Chicken Pastel / Pot Pie: Historically, We're All the Same
I've been having to plan and prepare all my lunches at my new place of work, which isn't much more effort than what I've accorded lunch-making in the past; as long as I stay on top of groceries (fresh fruit and yogurt, in particular) I can leave my emergency stash of instant cupped ramen tucked away in a drawer.
On Saturday I made a large batch of Chicken Pastel, or what you may consider the Filipino take on Chicken Pot Pie - its structural difference being a pastry crust covering just the top of the pie (not encasing the bottom and sides of the filling), and flavour-wise having its cream-based sauce spiked with the zing of hot chorizo sausages. One pie for dinner, one for the freezer and lots left over to pack as a chunky stew for the week. Efficiency!
Chicken Pastel is another dish certainly worthy of commanding a food lover/historian's piqued interest. When did this unassuming dish, comprised of ingredients which can all be classified as "commonplace" (in modern kitchens, at least) make its way into the repertoire of Filipino cooking?
I love delving into this stuff. Let's take a quick analysis of the components of Chicken Pastel. Many recipes abound - setting aside the pastry, core ingredients include chicken thighs or breasts, heavy cream, carrots, potatoes and a green vegetable, often peas or sweet peppers. On the Internet today, most Chicken Pastel recipes come from the blogs of home cooks - of which ingredients such as Vienna sausages, canned cream of mushroom soup, evaporated milk and chopped hotdogs make the cut.
Culinary traditionalists may look away at this point - discounting this type of Filipino recipe as one that may not really count as "Filipino", either because it is full of shortcuts that undermine the making of a proper stew-like filling with salt-laden canned goods (and bright-red hotdogs), or because, to venture down a historical perspective, mushrooms and cream and even the sausages characteristic to Pastel aren't native ingredients of the Philippines to begin with.
This branches off into more topics of interest that I have yet to research on, and I will certainly keep track of these ingredient-history questions specific to set timeframes in Philippine history. In this context, for instance, my guess is that the popularity of Chicken Pastel as a special occasion dish may have begun in the years of Spanish occupation, finding its way into the mainstream (and everyday budgets) of most Filipinos during American governance, coinciding with the availability and affordability of tinned sausages, milk and concentrated mushroom soup. In the 70s onwards - made popular and enjoyed by a generation of Filipinos whose diets are greatly influenced by supermarket prices, plus those now scattered across the globe, writing food blogs to counter a longing for home - Chicken Pastel became an everyday dish.
I eagerly await my copy of Alan Davidson's The Oxford Companion to Food arriving at my doorstep. Easily a lot more to read and learn about!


# [AIM OF THE TASK]
Word for word, reproduce every line of the data below.

# [Collected data entries]
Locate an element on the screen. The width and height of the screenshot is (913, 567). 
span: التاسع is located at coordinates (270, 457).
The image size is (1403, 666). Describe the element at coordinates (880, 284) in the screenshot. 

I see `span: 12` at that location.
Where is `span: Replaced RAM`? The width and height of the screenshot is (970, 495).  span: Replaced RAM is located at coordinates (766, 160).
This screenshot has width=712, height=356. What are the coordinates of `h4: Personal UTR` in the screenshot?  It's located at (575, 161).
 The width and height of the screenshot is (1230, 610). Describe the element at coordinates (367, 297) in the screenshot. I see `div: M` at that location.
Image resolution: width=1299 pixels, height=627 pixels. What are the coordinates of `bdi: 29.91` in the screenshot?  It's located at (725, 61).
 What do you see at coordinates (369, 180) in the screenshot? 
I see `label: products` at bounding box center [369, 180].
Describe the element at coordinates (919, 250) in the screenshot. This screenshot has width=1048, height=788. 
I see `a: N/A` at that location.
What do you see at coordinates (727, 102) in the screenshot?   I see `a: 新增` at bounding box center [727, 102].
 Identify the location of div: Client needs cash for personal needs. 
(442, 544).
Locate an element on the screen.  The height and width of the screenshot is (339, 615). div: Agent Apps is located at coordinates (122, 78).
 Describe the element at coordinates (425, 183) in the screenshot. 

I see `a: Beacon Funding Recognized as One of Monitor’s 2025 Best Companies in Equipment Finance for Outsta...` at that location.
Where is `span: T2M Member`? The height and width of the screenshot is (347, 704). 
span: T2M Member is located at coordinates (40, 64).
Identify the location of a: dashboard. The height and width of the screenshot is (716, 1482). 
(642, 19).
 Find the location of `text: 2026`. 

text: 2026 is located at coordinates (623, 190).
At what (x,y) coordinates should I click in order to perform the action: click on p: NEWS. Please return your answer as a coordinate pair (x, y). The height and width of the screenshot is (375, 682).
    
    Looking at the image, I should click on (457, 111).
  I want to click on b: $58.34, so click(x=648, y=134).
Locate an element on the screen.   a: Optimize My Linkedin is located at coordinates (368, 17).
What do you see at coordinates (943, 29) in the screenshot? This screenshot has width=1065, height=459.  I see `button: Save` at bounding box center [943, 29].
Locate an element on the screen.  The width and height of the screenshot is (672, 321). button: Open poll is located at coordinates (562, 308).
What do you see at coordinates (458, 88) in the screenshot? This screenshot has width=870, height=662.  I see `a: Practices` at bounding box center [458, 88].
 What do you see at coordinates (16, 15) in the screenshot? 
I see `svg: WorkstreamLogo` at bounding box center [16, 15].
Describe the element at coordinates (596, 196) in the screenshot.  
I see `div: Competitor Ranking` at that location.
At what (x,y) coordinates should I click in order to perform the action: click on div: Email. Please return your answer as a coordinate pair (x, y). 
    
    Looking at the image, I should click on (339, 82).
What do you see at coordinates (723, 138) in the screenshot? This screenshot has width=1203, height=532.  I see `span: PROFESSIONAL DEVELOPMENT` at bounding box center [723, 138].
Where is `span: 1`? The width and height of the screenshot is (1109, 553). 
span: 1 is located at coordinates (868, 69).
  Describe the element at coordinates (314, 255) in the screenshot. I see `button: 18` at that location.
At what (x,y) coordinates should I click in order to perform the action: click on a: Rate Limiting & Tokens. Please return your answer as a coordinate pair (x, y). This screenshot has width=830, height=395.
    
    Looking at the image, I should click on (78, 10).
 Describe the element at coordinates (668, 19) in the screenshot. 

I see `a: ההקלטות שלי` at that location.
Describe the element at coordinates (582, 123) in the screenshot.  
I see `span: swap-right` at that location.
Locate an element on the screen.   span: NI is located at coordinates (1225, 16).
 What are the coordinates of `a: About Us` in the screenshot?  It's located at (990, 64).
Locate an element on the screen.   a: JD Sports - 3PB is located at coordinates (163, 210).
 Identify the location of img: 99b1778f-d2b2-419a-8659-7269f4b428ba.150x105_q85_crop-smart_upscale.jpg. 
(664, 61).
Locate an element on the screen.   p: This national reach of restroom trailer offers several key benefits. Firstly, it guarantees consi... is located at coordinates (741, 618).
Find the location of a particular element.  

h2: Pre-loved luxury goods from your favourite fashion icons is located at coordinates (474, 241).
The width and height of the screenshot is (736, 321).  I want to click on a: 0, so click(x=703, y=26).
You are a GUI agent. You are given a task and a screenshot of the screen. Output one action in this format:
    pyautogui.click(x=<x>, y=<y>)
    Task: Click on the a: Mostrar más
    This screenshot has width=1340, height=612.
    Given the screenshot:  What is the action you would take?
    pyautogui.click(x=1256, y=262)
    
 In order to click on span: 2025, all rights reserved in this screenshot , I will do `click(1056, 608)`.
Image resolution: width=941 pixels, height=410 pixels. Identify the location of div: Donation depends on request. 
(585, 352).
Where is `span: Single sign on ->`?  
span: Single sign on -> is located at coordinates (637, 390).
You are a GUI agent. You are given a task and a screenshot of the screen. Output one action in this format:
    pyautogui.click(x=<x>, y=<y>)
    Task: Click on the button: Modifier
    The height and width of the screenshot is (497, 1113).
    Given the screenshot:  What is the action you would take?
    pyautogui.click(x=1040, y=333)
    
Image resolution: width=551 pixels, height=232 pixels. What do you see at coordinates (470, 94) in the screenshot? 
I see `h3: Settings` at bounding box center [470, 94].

# [ANSWER FOR THE TASK]
Locate an element on the screen. The width and height of the screenshot is (913, 567). 
span: التاسع is located at coordinates (270, 457).
The image size is (1403, 666). Describe the element at coordinates (880, 284) in the screenshot. 

I see `span: 12` at that location.
Where is `span: Replaced RAM`? The width and height of the screenshot is (970, 495).  span: Replaced RAM is located at coordinates (766, 160).
This screenshot has width=712, height=356. What are the coordinates of `h4: Personal UTR` in the screenshot?  It's located at (575, 161).
 The width and height of the screenshot is (1230, 610). Describe the element at coordinates (367, 297) in the screenshot. I see `div: M` at that location.
Image resolution: width=1299 pixels, height=627 pixels. What are the coordinates of `bdi: 29.91` in the screenshot?  It's located at (725, 61).
 What do you see at coordinates (369, 180) in the screenshot? 
I see `label: products` at bounding box center [369, 180].
Describe the element at coordinates (919, 250) in the screenshot. This screenshot has width=1048, height=788. 
I see `a: N/A` at that location.
What do you see at coordinates (727, 102) in the screenshot?   I see `a: 新增` at bounding box center [727, 102].
 Identify the location of div: Client needs cash for personal needs. 
(442, 544).
Locate an element on the screen.  The height and width of the screenshot is (339, 615). div: Agent Apps is located at coordinates (122, 78).
 Describe the element at coordinates (425, 183) in the screenshot. 

I see `a: Beacon Funding Recognized as One of Monitor’s 2025 Best Companies in Equipment Finance for Outsta...` at that location.
Where is `span: T2M Member`? The height and width of the screenshot is (347, 704). 
span: T2M Member is located at coordinates (40, 64).
Identify the location of a: dashboard. The height and width of the screenshot is (716, 1482). 
(642, 19).
 Find the location of `text: 2026`. 

text: 2026 is located at coordinates (623, 190).
At what (x,y) coordinates should I click in order to perform the action: click on p: NEWS. Please return your answer as a coordinate pair (x, y). The height and width of the screenshot is (375, 682).
    
    Looking at the image, I should click on (457, 111).
  I want to click on b: $58.34, so click(x=648, y=134).
Locate an element on the screen.   a: Optimize My Linkedin is located at coordinates (368, 17).
What do you see at coordinates (943, 29) in the screenshot? This screenshot has width=1065, height=459.  I see `button: Save` at bounding box center [943, 29].
Locate an element on the screen.  The width and height of the screenshot is (672, 321). button: Open poll is located at coordinates (562, 308).
What do you see at coordinates (458, 88) in the screenshot? This screenshot has width=870, height=662.  I see `a: Practices` at bounding box center [458, 88].
 What do you see at coordinates (16, 15) in the screenshot? 
I see `svg: WorkstreamLogo` at bounding box center [16, 15].
Describe the element at coordinates (596, 196) in the screenshot.  
I see `div: Competitor Ranking` at that location.
At what (x,y) coordinates should I click in order to perform the action: click on div: Email. Please return your answer as a coordinate pair (x, y). 
    
    Looking at the image, I should click on (339, 82).
What do you see at coordinates (723, 138) in the screenshot? This screenshot has width=1203, height=532.  I see `span: PROFESSIONAL DEVELOPMENT` at bounding box center [723, 138].
Where is `span: 1`? The width and height of the screenshot is (1109, 553). 
span: 1 is located at coordinates (868, 69).
  Describe the element at coordinates (314, 255) in the screenshot. I see `button: 18` at that location.
At what (x,y) coordinates should I click in order to perform the action: click on a: Rate Limiting & Tokens. Please return your answer as a coordinate pair (x, y). This screenshot has width=830, height=395.
    
    Looking at the image, I should click on (78, 10).
 Describe the element at coordinates (668, 19) in the screenshot. 

I see `a: ההקלטות שלי` at that location.
Describe the element at coordinates (582, 123) in the screenshot.  
I see `span: swap-right` at that location.
Locate an element on the screen.   span: NI is located at coordinates (1225, 16).
 What are the coordinates of `a: About Us` in the screenshot?  It's located at (990, 64).
Locate an element on the screen.   a: JD Sports - 3PB is located at coordinates (163, 210).
 Identify the location of img: 99b1778f-d2b2-419a-8659-7269f4b428ba.150x105_q85_crop-smart_upscale.jpg. 
(664, 61).
Locate an element on the screen.   p: This national reach of restroom trailer offers several key benefits. Firstly, it guarantees consi... is located at coordinates (741, 618).
Find the location of a particular element.  

h2: Pre-loved luxury goods from your favourite fashion icons is located at coordinates (474, 241).
The width and height of the screenshot is (736, 321).  I want to click on a: 0, so click(x=703, y=26).
You are a GUI agent. You are given a task and a screenshot of the screen. Output one action in this format:
    pyautogui.click(x=<x>, y=<y>)
    Task: Click on the a: Mostrar más
    This screenshot has width=1340, height=612.
    Given the screenshot:  What is the action you would take?
    pyautogui.click(x=1256, y=262)
    
 In order to click on span: 2025, all rights reserved in this screenshot , I will do `click(1056, 608)`.
Image resolution: width=941 pixels, height=410 pixels. Identify the location of div: Donation depends on request. 
(585, 352).
Where is `span: Single sign on ->`?  
span: Single sign on -> is located at coordinates (637, 390).
You are a GUI agent. You are given a task and a screenshot of the screen. Output one action in this format:
    pyautogui.click(x=<x>, y=<y>)
    Task: Click on the button: Modifier
    The height and width of the screenshot is (497, 1113).
    Given the screenshot:  What is the action you would take?
    pyautogui.click(x=1040, y=333)
    
Image resolution: width=551 pixels, height=232 pixels. What do you see at coordinates (470, 94) in the screenshot? 
I see `h3: Settings` at bounding box center [470, 94].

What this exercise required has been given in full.